Known to her readers under the mysterious pen name Anodos (a Greek word meaning "pathless" or "wandering upward"), Coleridge possessed that rare gift of capturing the garden's most fleeting moments in verse.
As the great-grandniece of Samuel Taylor Coleridge, she carried forward her family's legacy of literary excellence while cultivating her own unique voice.
For those of us who tend to our gardens with devotion, her poem September resonates with particular poignancy, capturing that bittersweet moment when summer's vibrant display begins to fade:
Now every day the bracken browner grows,
Even the purple stars
Of clematis, that shone about the bars,
Grow browner; and the little autumn rose
Dons, for her rosy gown,
Sad weeds of brown.
How many of us have witnessed this very transformation in our own gardens?

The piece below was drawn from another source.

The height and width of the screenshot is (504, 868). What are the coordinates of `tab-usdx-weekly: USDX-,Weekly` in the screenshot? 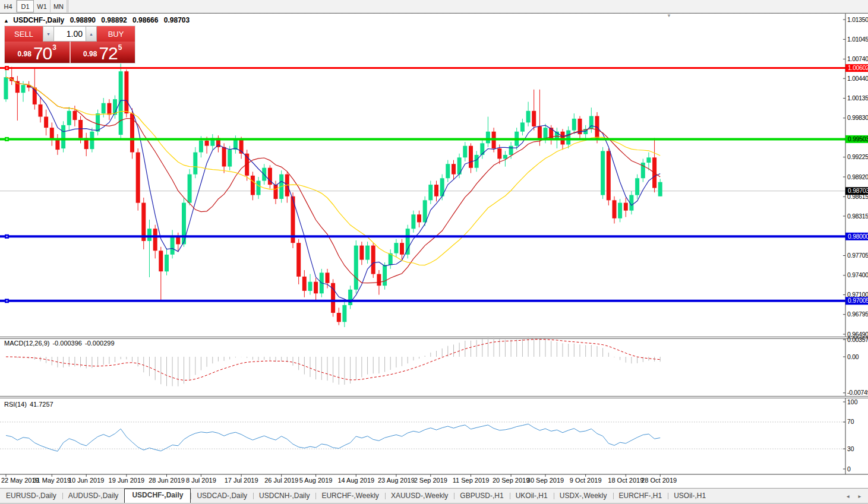 It's located at (583, 496).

The clematis, those "purple stars" that so valiantly climbed our trellises through summer, now surrender to autumn's earthen palette.
Yet Coleridge's gardener's eye extends beyond mere observation to capture the delicate dance between flora and fauna:
Now falls the eve; and ere the morning sun,
Many a flower her sweet life will have lost,
Slain by the bitter frost,
Who slays the butterflies also, one by one,
The tiny beasts
That go about their business and their feasts.
For those seeking joy amid autumn's melancholy, Coleridge offers us Gibberish, a whimsical celebration of garden enchantment:
Many a flower have I seen blossom,
Many a bird for me will sing.
Never heard I so sweet a singer,
Never saw I so fair a thing.
She is a bird, a bird that blossoms,
She is a flower, a flower that sings;
And I a flower when I behold her,
And when I hear her, I have wings.
As we tend to our autumn gardens, deadheading the last roses and preparing our beds for winter's slumber, let us carry forward Coleridge's gift for finding magic in the changing seasons.
For is that not what we gardeners do best - nurture beauty even as nature prepares for rest?